[David
Yes, absolutely.  I mentioned specifically academia not because of how 
unimportant it is, but because of how important it is and it's where the MOQ 
would have great impact.

[Arlo]
I should have opened my post better, I was responding to what I see as a common 
theme (academy = SOM) and this was an extraction from your post not a reply to 
your intent. I agree, it is critical S/O lenses are are challenged in the 
Academy, especially in domains and levels where such thinking dominates, 
precisely because the Academy is a critical ally here, not an 
at-once-and-always enemy. 

[David]
>From my lack of academic knowledge I don't know much about these to make a 
>quick comment here. I do of course know James and Dewey however.

[Arlo]
And I am no James or Dewey scholar, but I think there is ample evidence that we 
should be evaluating (and perhaps synthesizing) non-SOM frameworks.

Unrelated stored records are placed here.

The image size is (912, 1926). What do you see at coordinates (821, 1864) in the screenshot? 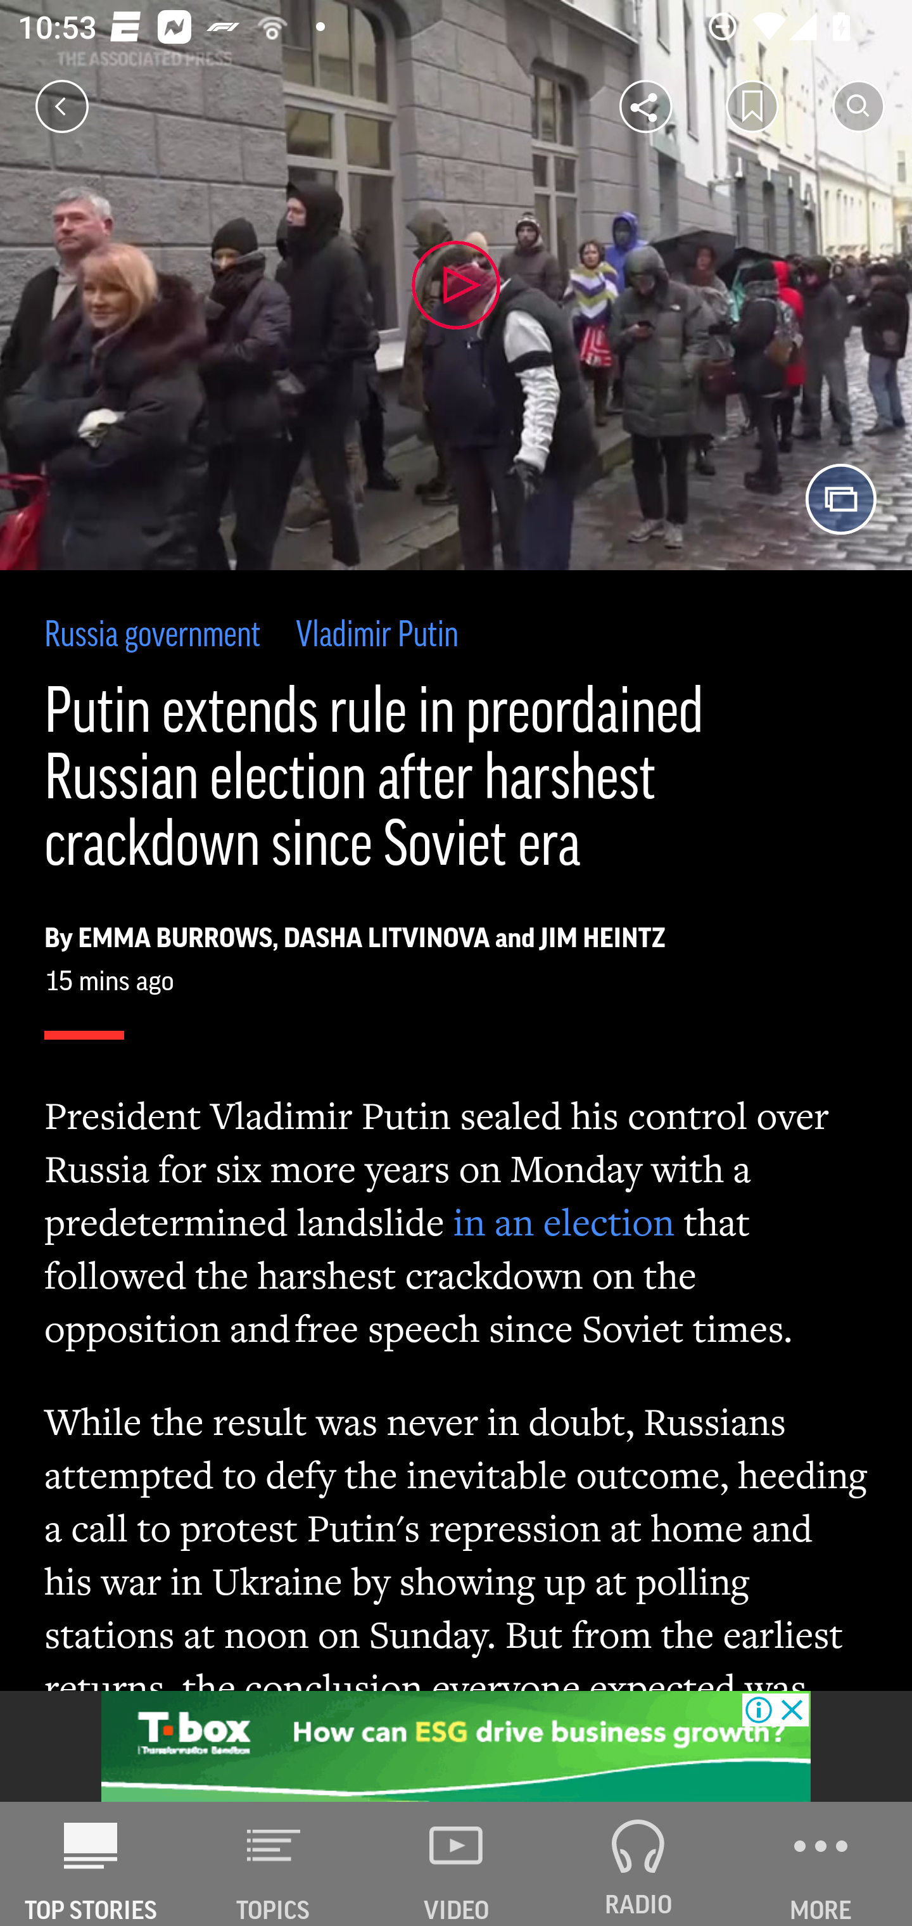
I see `MORE` at bounding box center [821, 1864].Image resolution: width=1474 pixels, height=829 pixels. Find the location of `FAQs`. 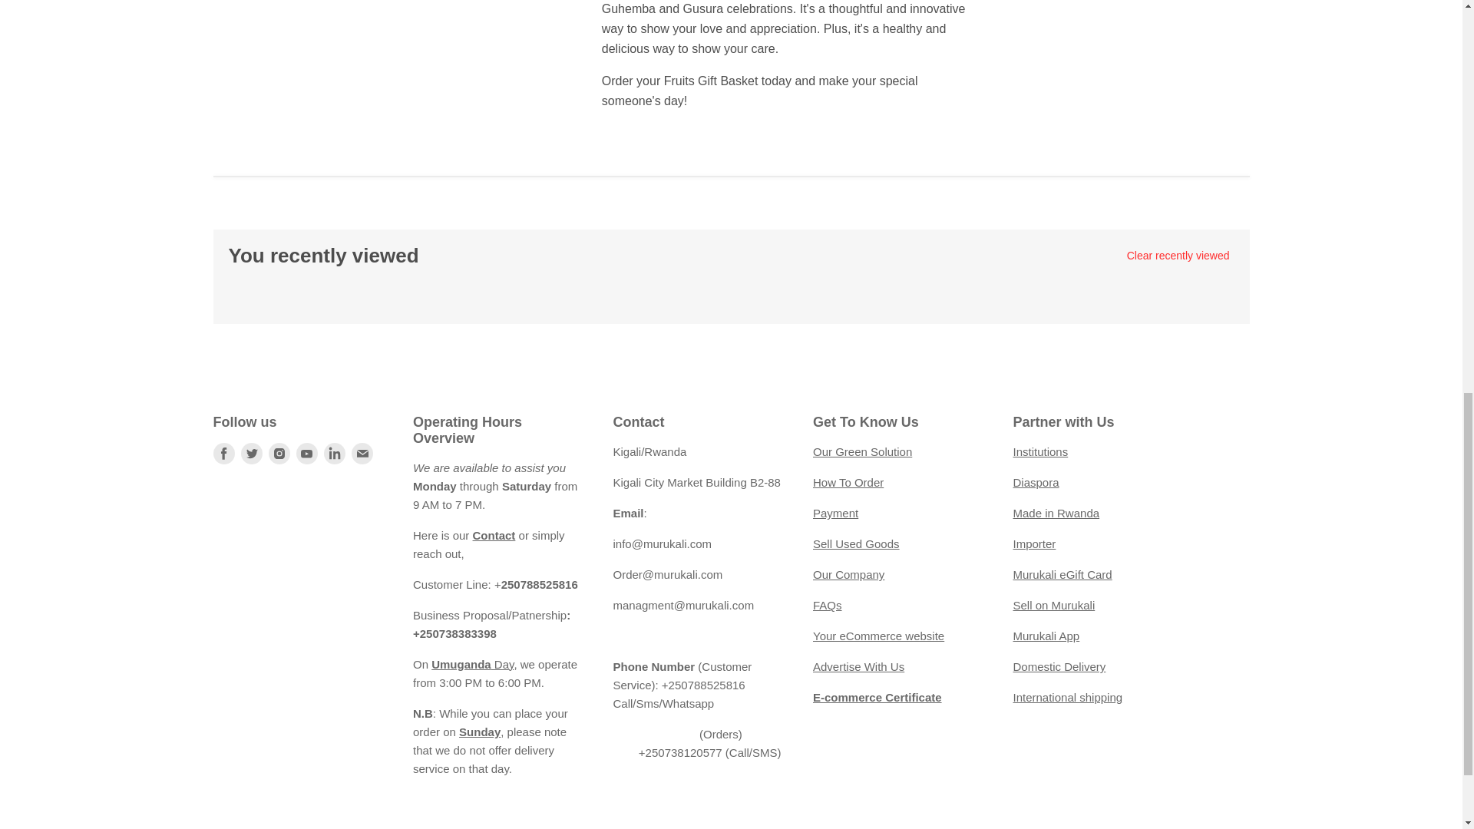

FAQs is located at coordinates (827, 605).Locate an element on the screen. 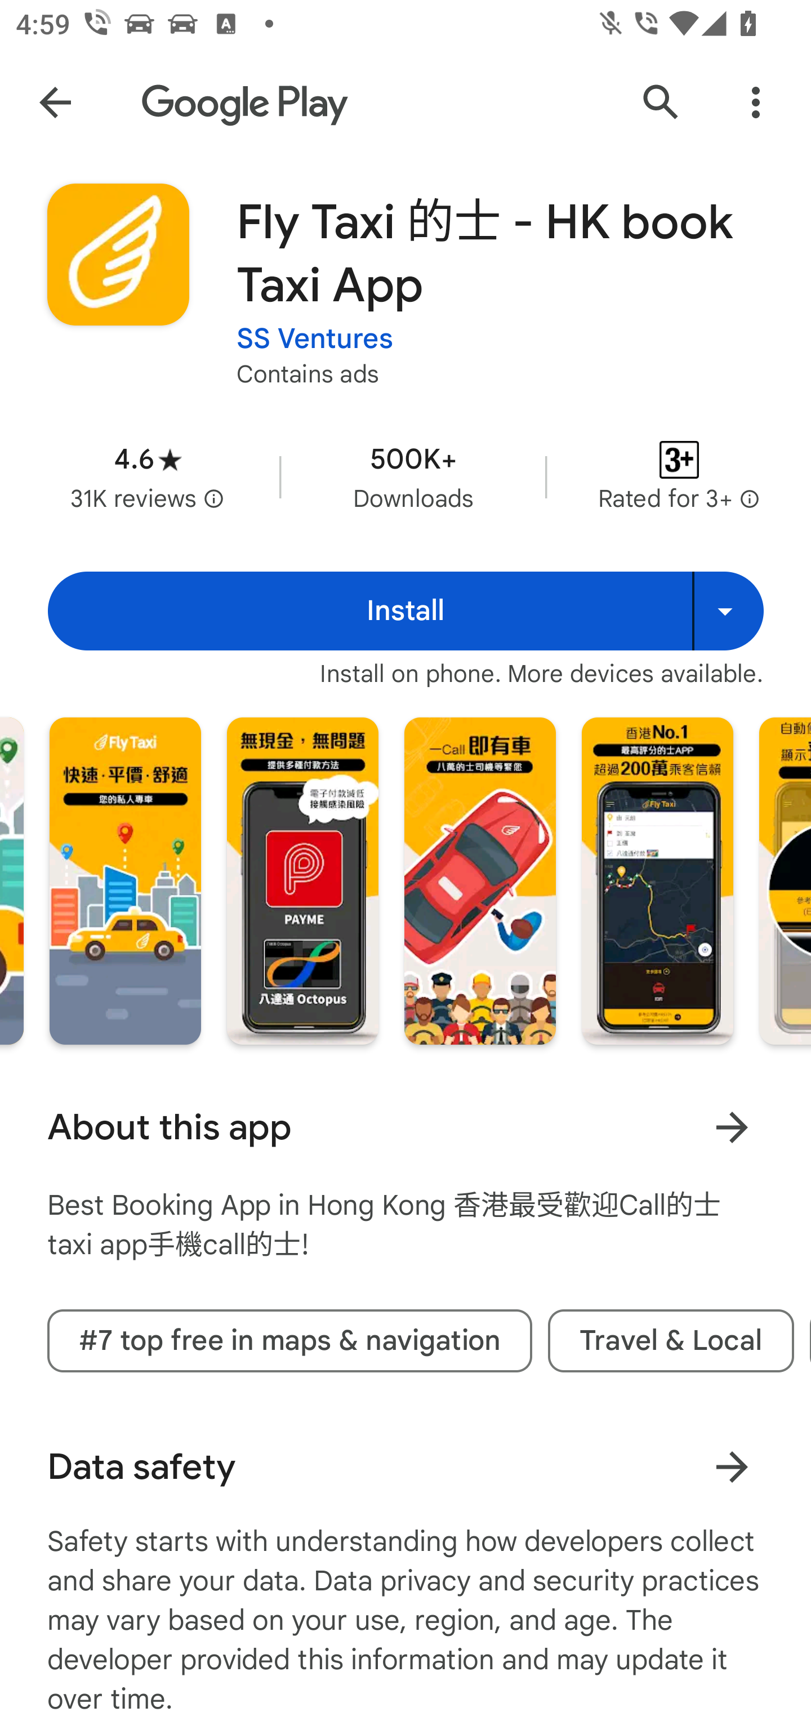 The width and height of the screenshot is (811, 1712). Content rating Rated for 3+ is located at coordinates (679, 477). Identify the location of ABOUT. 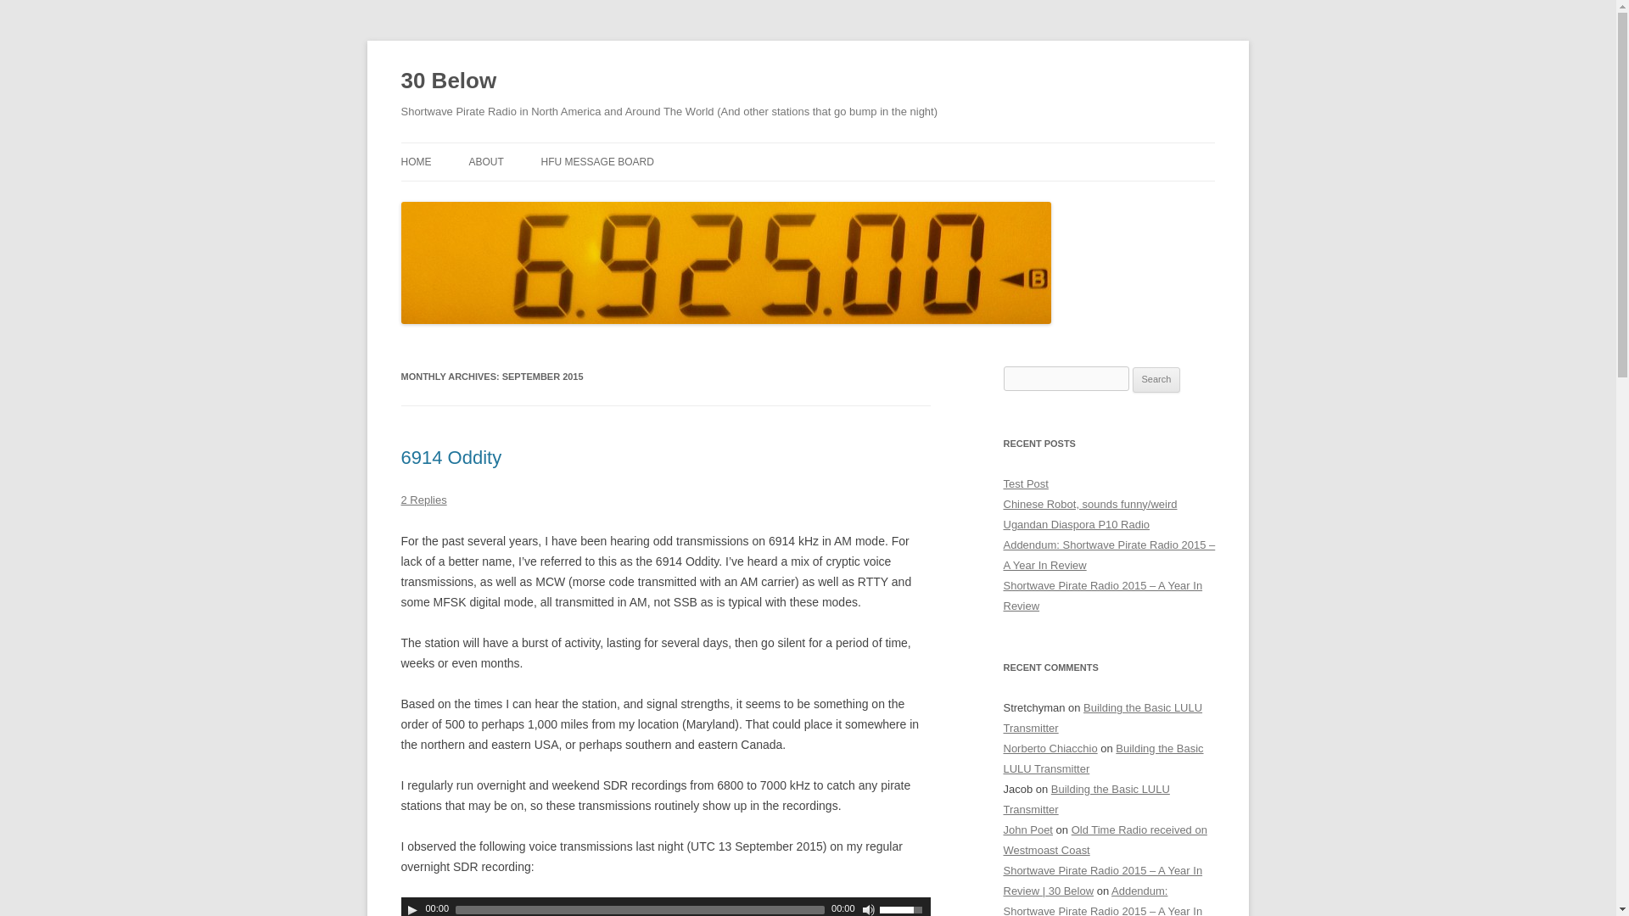
(485, 161).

I think in 
this interdisciplinary way Pirsig's MOQ achieves great strength. 

[David]
Well the MOQ also supports materialism but it does put it in perspective yes.

[Arlo]
I'm not sure how you are contrasting your use of "materialism" against my use 
of "consumerism", but I think yes what we need is perspective, absolutely.

[David]
I'll be sure to give each of Cultural-historical psychology, emergence 
theories, semiotics and structurationists a look.

[Arlo]
Do, I think a valuable discussion will emerge :-) as cross-discipline non-SOM 
frameworks are compared, contrasted and expanded. My two cents, anyway.